Task details: Repeat only the lines from the one that contains "The width and height of the screenshot is (544, 392)." through the final line of the listing below, exactly, please, without pictures.

*** Opening of Exercise inputs ***

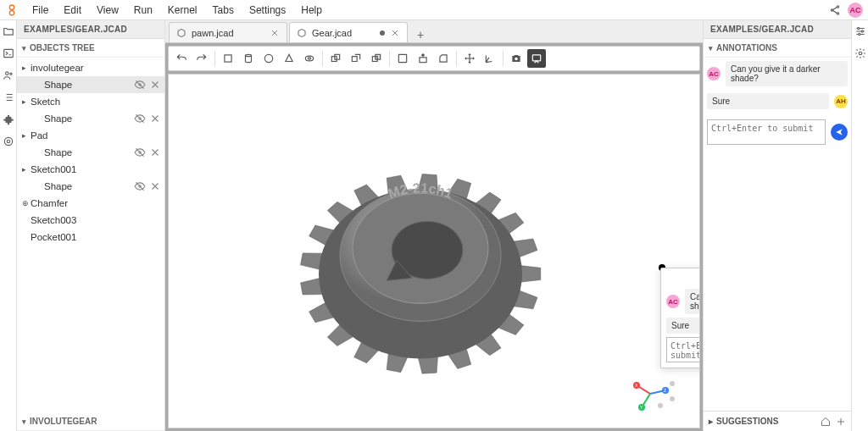  Describe the element at coordinates (777, 421) in the screenshot. I see `suggestions-header: ▸ SUGGESTIONS` at that location.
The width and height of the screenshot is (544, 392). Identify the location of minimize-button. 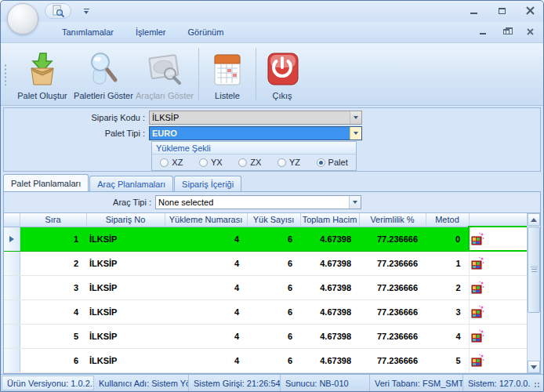
(473, 11).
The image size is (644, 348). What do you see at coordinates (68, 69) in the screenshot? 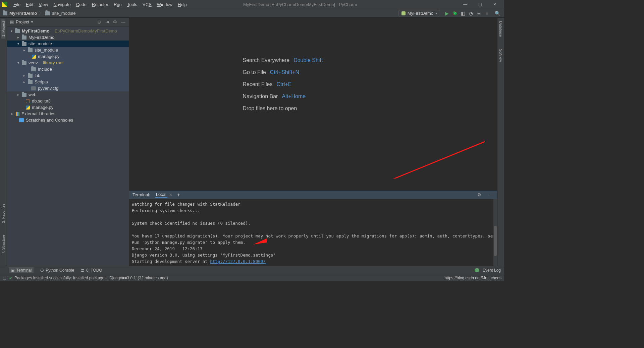
I see `tree-item: Include` at bounding box center [68, 69].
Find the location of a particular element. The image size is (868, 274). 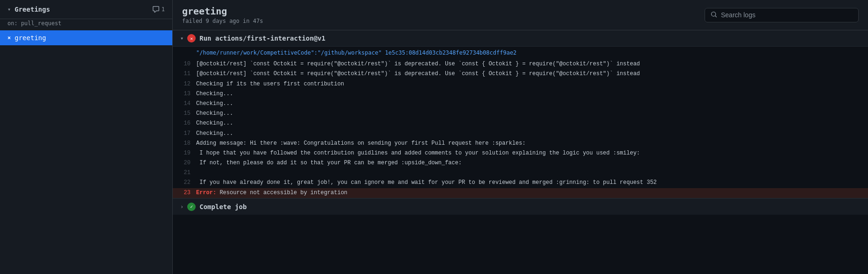

sidebar-comment-badge: 1 is located at coordinates (159, 9).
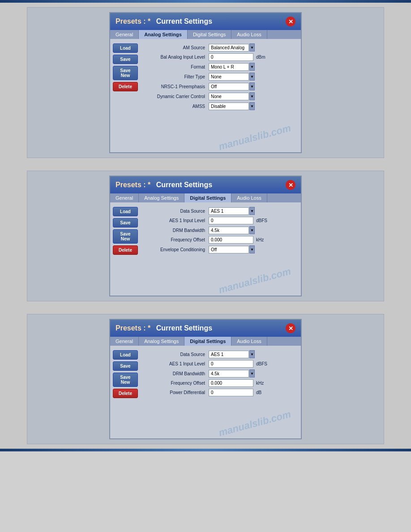 The width and height of the screenshot is (411, 532). Describe the element at coordinates (176, 97) in the screenshot. I see `field-label-5: Dynamic Carrier Control` at that location.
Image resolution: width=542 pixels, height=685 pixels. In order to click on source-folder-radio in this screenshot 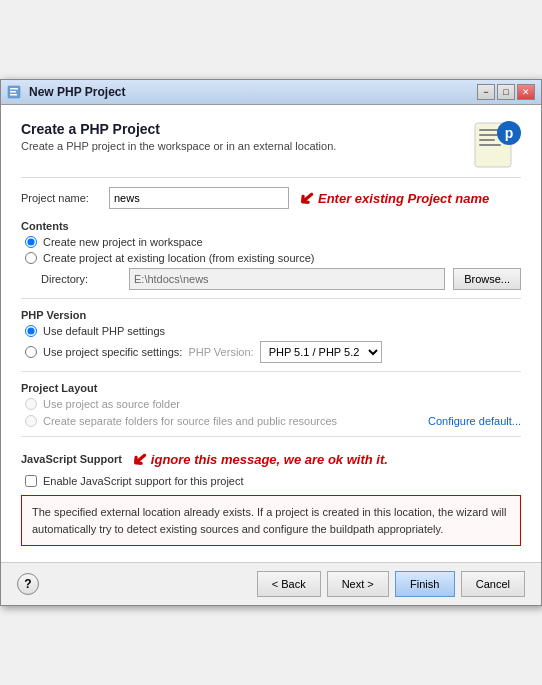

*** Close of Exercise inputs ***

Answer to this task:
The width and height of the screenshot is (544, 392). Identify the location of minimize-button. 
(473, 11).
The image size is (644, 348). What do you see at coordinates (68, 69) in the screenshot? 
I see `tree-item: Include` at bounding box center [68, 69].
Find the location of a particular element. The image size is (868, 274). 

sidebar-comment-badge: 1 is located at coordinates (159, 9).
 The width and height of the screenshot is (411, 532). Describe the element at coordinates (176, 97) in the screenshot. I see `field-label-5: Dynamic Carrier Control` at that location.
Image resolution: width=542 pixels, height=685 pixels. In order to click on source-folder-radio in this screenshot 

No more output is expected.